Should You Be Doing These Workouts??

By Trevor Johnson


Have you ever taken a look round your gym to see what the people around you are doing?

Do you question if the workout they are doing will help you get to your own physical goals quicker?

Those are a couple of questions to contemplate as you continue reading this, but the fact of the situation is there is always a 'better ' lift to do than almost all of the lifts that you see folk performing at your gymnasium.

For example, today a pair in my gymnasium took it on themselves to do a selection of exercises working their body from head to toes, or that's what they thought.

Their workout commenced with some dumbbell shoulder shrugs. That exercise targets the trapezius muscles that, if massive enough, might make you appear as if you've got no neck.

On the surface of things that would seem to be a good exercise to do, but if you dig a little deeper you will find that exercise does little in the way of helping you burn even the most minute of calories.

Let us look at it mathematically. The quantity of work done equals the force times the distance you're moving that force and the amount of times you are moving that force. For instance, if one was to use 30-pound dumbbells you might move that weight a sum total of 3 inches maximum. The trapezius muscles aren't that large so don't have the range that the bigger muscles do.

So that 30-pound weight moved three inches, ten times, gives us a number of 9 hundred. The unit of measure at about that point is unimportant.

Now let's have a look at an alternative exercise, the army press. This exercise is done with an Olympic bar pressing it from about your jaw all of the way above your head until your arms about completely extended.

For this exercise we only utilised the weight of the bar which is 45-pounds. If you make the motion as if you were performing the exercise you could notice the distance that bar is going to go is around 24 inches or more dependent on your size, which was done for a sum total of ten repetitions. So 45-pounds, times 24-inches, times 10 repetitions gives us several 10,800- again the unit of measure is irrelevant. It only becomes applicable if we were to calculate that number into calories burned.

On the surface, doing the army press was 12 times more effective than doing a dumbbell shrug, and that was with only the 45-pound bar.

This is one example of a way to see if you are getting the best from your exercise session. Many of us are insensible to some of the exercises that they decide to do and just do anything that is evoked. You only have so much energy when you hit the gymnasium floor, make it count and put it toward exercises that will give you the bang for you buck.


> _What to work on_: How many of the lines below have "icon" in them? Say the number and nothing more.

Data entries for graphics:

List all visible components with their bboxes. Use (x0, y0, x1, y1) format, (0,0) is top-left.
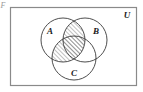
venn-diagram-canvas: A B C U F (0, 0, 143, 92)
set-label-b: B (92, 26, 99, 36)
figure-corner-mark: F (0, 1, 6, 10)
set-label-c: C (71, 68, 78, 78)
universal-set-label: U (124, 10, 131, 20)
venn-diagram-figure: A B C U F (0, 0, 143, 92)
set-label-a: A (46, 26, 53, 36)
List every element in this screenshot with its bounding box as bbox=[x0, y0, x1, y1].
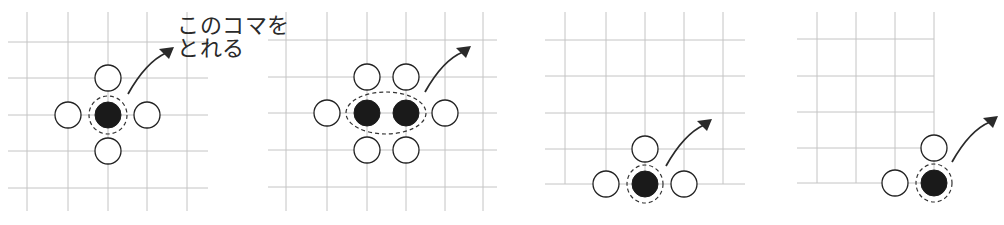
black-stone bbox=[95, 102, 121, 128]
board-grid bbox=[268, 12, 497, 211]
white-stone bbox=[432, 100, 458, 126]
capture-arrow bbox=[952, 122, 990, 162]
white-stone bbox=[921, 135, 947, 161]
black-stone bbox=[921, 170, 947, 196]
white-stone bbox=[95, 138, 121, 164]
capture-arrow bbox=[666, 125, 704, 166]
arrow-head-icon bbox=[456, 46, 471, 58]
white-stone bbox=[55, 102, 81, 128]
black-stone bbox=[632, 171, 658, 197]
diagram-center-double bbox=[268, 12, 497, 211]
board-grid bbox=[797, 12, 934, 183]
white-stone bbox=[354, 64, 380, 90]
arrow-head-icon bbox=[159, 47, 174, 59]
white-stone bbox=[95, 65, 121, 91]
diagram-canvas bbox=[0, 0, 1004, 225]
arrow-head-icon bbox=[983, 116, 998, 128]
white-stone bbox=[632, 136, 658, 162]
caption-line-1: このコマを bbox=[177, 14, 290, 37]
white-stone bbox=[354, 137, 380, 163]
white-stone bbox=[671, 171, 697, 197]
white-stone bbox=[134, 102, 160, 128]
caption-line-2: とれる bbox=[177, 37, 290, 60]
white-stone bbox=[393, 137, 419, 163]
go-capture-diagrams: このコマをとれる bbox=[0, 0, 1004, 225]
capture-arrow bbox=[425, 52, 463, 92]
white-stone bbox=[593, 171, 619, 197]
capture-caption: このコマをとれる bbox=[177, 14, 290, 60]
black-stone bbox=[393, 100, 419, 126]
diagram-corner bbox=[797, 12, 998, 202]
black-stone bbox=[354, 100, 380, 126]
diagram-edge bbox=[545, 12, 745, 203]
white-stone bbox=[393, 64, 419, 90]
white-stone bbox=[882, 170, 908, 196]
arrow-head-icon bbox=[697, 119, 712, 131]
white-stone bbox=[314, 100, 340, 126]
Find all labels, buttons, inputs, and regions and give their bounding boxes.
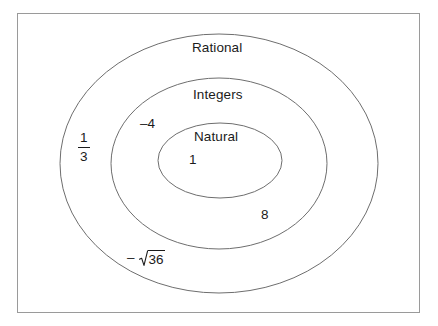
member-one-third-fraction: 1 3	[78, 131, 90, 164]
member-one: 1	[189, 153, 197, 167]
radical: 36	[139, 250, 165, 268]
member-eight: 8	[261, 208, 269, 222]
rational-set-label: Rational	[192, 41, 242, 55]
fraction-denominator: 3	[78, 149, 90, 165]
diagram-canvas: Rational Integers Natural 1 –4 8 1 3 – 3…	[0, 0, 438, 326]
member-negative-sqrt-36: – 36	[127, 249, 165, 268]
minus-sign: –	[127, 250, 135, 267]
radicand: 36	[148, 250, 165, 268]
fraction: 1 3	[78, 131, 90, 164]
fraction-bar	[78, 147, 90, 148]
radical-expression: – 36	[127, 250, 165, 268]
fraction-numerator: 1	[78, 131, 90, 147]
natural-set-label: Natural	[194, 130, 238, 144]
square-root-icon	[139, 250, 148, 266]
member-negative-four: –4	[140, 117, 155, 131]
integers-set-label: Integers	[193, 88, 243, 102]
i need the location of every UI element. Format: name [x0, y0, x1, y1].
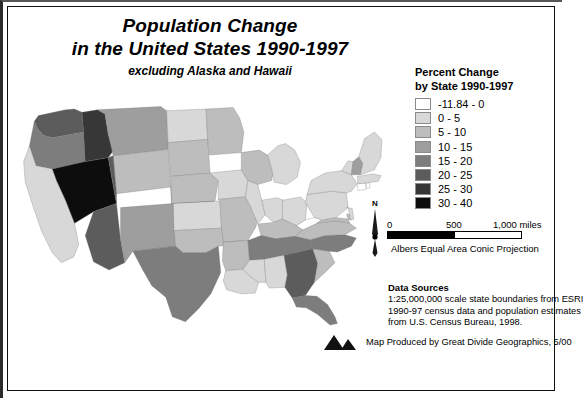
legend-swatch — [415, 126, 431, 138]
state-al — [264, 255, 287, 288]
legend-label: 30 - 40 — [438, 197, 472, 209]
choropleth-map — [12, 100, 400, 330]
state-tx — [133, 246, 221, 322]
north-arrow-label: N — [364, 199, 386, 208]
scale-tick-500: 500 — [446, 219, 462, 230]
legend-label: 25 - 30 — [438, 183, 472, 195]
scale-tick-0: 0 — [387, 219, 392, 230]
legend-swatch — [415, 197, 431, 209]
state-mn — [206, 107, 244, 155]
page-title-line-1: Population Change — [0, 14, 420, 37]
scale-bar: 0 500 1,000 miles Albers Equal Area Coni… — [387, 219, 537, 254]
scale-bar-segment-dark — [388, 232, 455, 238]
producer-credit-text: Map Produced by Great Divide Geographics… — [366, 337, 572, 347]
state-nj — [346, 208, 353, 220]
data-sources-heading: Data Sources — [388, 282, 558, 294]
data-sources-line-3: from U.S. Census Bureau, 1998. — [388, 317, 558, 329]
projection-label: Albers Equal Area Conic Projection — [391, 243, 537, 254]
state-sd — [168, 139, 210, 176]
legend-row: 30 - 40 — [415, 196, 545, 210]
legend-row: 25 - 30 — [415, 182, 545, 196]
page-subtitle: excluding Alaska and Hawaii — [0, 62, 420, 80]
legend-row: 10 - 15 — [415, 140, 545, 154]
legend-swatch — [415, 112, 431, 124]
legend-label: 15 - 20 — [438, 155, 472, 167]
north-arrow: N — [364, 199, 386, 261]
state-in — [262, 198, 283, 223]
state-ma — [357, 174, 381, 184]
state-nd — [167, 109, 208, 143]
legend-swatch — [415, 98, 431, 110]
us-states-svg — [12, 100, 400, 330]
state-ct — [357, 183, 366, 190]
map-legend: Percent Change by State 1990-1997 -11.84… — [415, 66, 545, 211]
legend-label: 10 - 15 — [438, 141, 472, 153]
legend-row: -11.84 - 0 — [415, 97, 545, 111]
legend-label: 20 - 25 — [438, 169, 472, 181]
legend-row: 0 - 5 — [415, 111, 545, 125]
legend-class-list: -11.84 - 00 - 55 - 1010 - 1515 - 2020 - … — [415, 97, 545, 211]
legend-row: 15 - 20 — [415, 154, 545, 168]
producer-credit: Map Produced by Great Divide Geographics… — [322, 333, 572, 351]
data-sources-line-1: 1:25,000,000 scale state boundaries from… — [388, 294, 558, 306]
scale-tick-1000: 1,000 miles — [493, 219, 542, 230]
state-me — [359, 132, 382, 175]
legend-swatch — [415, 183, 431, 195]
state-az — [85, 204, 124, 271]
scale-bar-graphic — [387, 231, 522, 239]
mountains-logo-icon — [322, 333, 358, 351]
legend-title-line-1: Percent Change — [415, 66, 545, 80]
state-pa — [305, 191, 348, 220]
page-title-line-2: in the United States 1990-1997 — [0, 37, 420, 60]
legend-label: -11.84 - 0 — [438, 98, 484, 110]
states-layer — [24, 107, 382, 325]
legend-swatch — [415, 169, 431, 181]
legend-title-line-2: by State 1990-1997 — [415, 80, 545, 94]
state-ks — [173, 201, 221, 231]
state-ny — [307, 171, 357, 195]
legend-label: 0 - 5 — [438, 112, 460, 124]
data-sources-block: Data Sources 1:25,000,000 scale state bo… — [388, 282, 558, 329]
state-mi — [268, 144, 301, 185]
legend-row: 5 - 10 — [415, 125, 545, 139]
data-sources-line-2: 1990-97 census data and population estim… — [388, 306, 558, 318]
state-ne — [171, 173, 219, 203]
legend-row: 20 - 25 — [415, 168, 545, 182]
state-ga — [284, 249, 318, 298]
scale-bar-ticks: 0 500 1,000 miles — [387, 219, 537, 231]
scale-bar-segment-light — [455, 232, 522, 238]
state-wy — [113, 149, 171, 193]
legend-swatch — [415, 155, 431, 167]
state-ri — [366, 183, 370, 189]
state-fl — [292, 296, 337, 326]
legend-swatch — [415, 141, 431, 153]
map-title-block: Population Change in the United States 1… — [0, 14, 420, 80]
north-arrow-icon — [364, 208, 386, 258]
legend-label: 5 - 10 — [438, 126, 466, 138]
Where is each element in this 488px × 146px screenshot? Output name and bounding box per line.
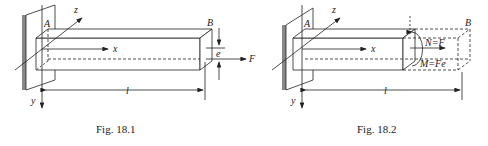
label-a: A (43, 18, 51, 29)
caption-fig-18-1: Fig. 18.1 (96, 123, 135, 135)
label-b: B (207, 17, 213, 28)
caption-fig-18-2: Fig. 18.2 (357, 123, 396, 135)
label-z: z (73, 4, 78, 15)
label-x: x (112, 43, 118, 54)
label-b-2: B (465, 17, 471, 28)
label-l-2: l (384, 85, 387, 96)
beam-front (36, 38, 200, 70)
wall-hatch (22, 15, 26, 90)
label-y: y (30, 95, 36, 106)
label-a-2: A (303, 18, 311, 29)
diagram-canvas: A B z x y l e F (0, 0, 488, 146)
label-f: F (248, 53, 256, 64)
label-x-2: x (370, 43, 376, 54)
label-m: M=Fe (419, 58, 446, 69)
label-y-2: y (290, 95, 296, 106)
figure-18-2 (272, 5, 470, 108)
label-e: e (216, 48, 221, 59)
label-n: N=F (424, 37, 445, 48)
label-l: l (126, 85, 129, 96)
label-z-2: z (331, 4, 336, 15)
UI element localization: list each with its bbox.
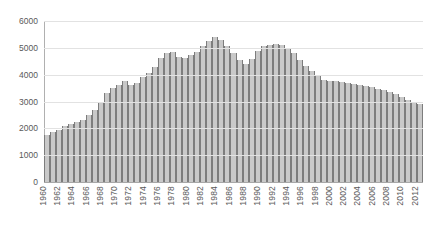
x-tick-label-1980: 1980 xyxy=(187,184,194,230)
x-tick-label-2012: 2012 xyxy=(416,184,423,230)
x-tick-label-1988: 1988 xyxy=(244,184,251,230)
x-tick-label-1976: 1976 xyxy=(159,184,166,230)
gridline-1000: 1000 xyxy=(44,155,423,156)
y-tick-label: 2000 xyxy=(19,123,38,133)
x-tick-label-1982: 1982 xyxy=(201,184,208,230)
x-tick-label-1960: 1960 xyxy=(44,184,51,230)
y-tick-label: 5000 xyxy=(19,43,38,53)
x-tick-label-1996: 1996 xyxy=(302,184,309,230)
bar-chart: 6000500040003000200010000 19601962196419… xyxy=(0,0,435,230)
y-tick-label: 6000 xyxy=(19,16,38,26)
x-tick-label-1984: 1984 xyxy=(216,184,223,230)
x-tick-label-1994: 1994 xyxy=(287,184,294,230)
x-tick-label-1968: 1968 xyxy=(101,184,108,230)
x-tick-label-2006: 2006 xyxy=(373,184,380,230)
x-tick-label-1992: 1992 xyxy=(273,184,280,230)
x-tick-label-2010: 2010 xyxy=(402,184,409,230)
gridline-0: 0 xyxy=(44,182,423,183)
gridline-3000: 3000 xyxy=(44,102,423,103)
x-tick-label-1972: 1972 xyxy=(130,184,137,230)
x-tick-label-1998: 1998 xyxy=(316,184,323,230)
x-tick-label-1974: 1974 xyxy=(144,184,151,230)
x-tick-label-1990: 1990 xyxy=(259,184,266,230)
x-tick-label-2004: 2004 xyxy=(359,184,366,230)
x-tick-label-1964: 1964 xyxy=(73,184,80,230)
x-tick-label-1962: 1962 xyxy=(58,184,65,230)
x-tick-label-2008: 2008 xyxy=(388,184,395,230)
x-axis-tick-labels: 1960196219641966196819701972197419761978… xyxy=(44,184,423,230)
x-tick-label-1970: 1970 xyxy=(116,184,123,230)
gridline-4000: 4000 xyxy=(44,75,423,76)
x-tick-label-2000: 2000 xyxy=(330,184,337,230)
x-tick-label-1966: 1966 xyxy=(87,184,94,230)
x-tick-label-1978: 1978 xyxy=(173,184,180,230)
gridline-6000: 6000 xyxy=(44,21,423,22)
bar xyxy=(417,104,423,182)
gridline-5000: 5000 xyxy=(44,48,423,49)
x-tick-label-1986: 1986 xyxy=(230,184,237,230)
y-tick-label: 4000 xyxy=(19,70,38,80)
plot-frame: 6000500040003000200010000 xyxy=(44,21,423,182)
x-tick-label-2002: 2002 xyxy=(345,184,352,230)
y-tick-label: 3000 xyxy=(19,97,38,107)
gridline-2000: 2000 xyxy=(44,128,423,129)
y-tick-label: 1000 xyxy=(19,150,38,160)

> _Result_: 7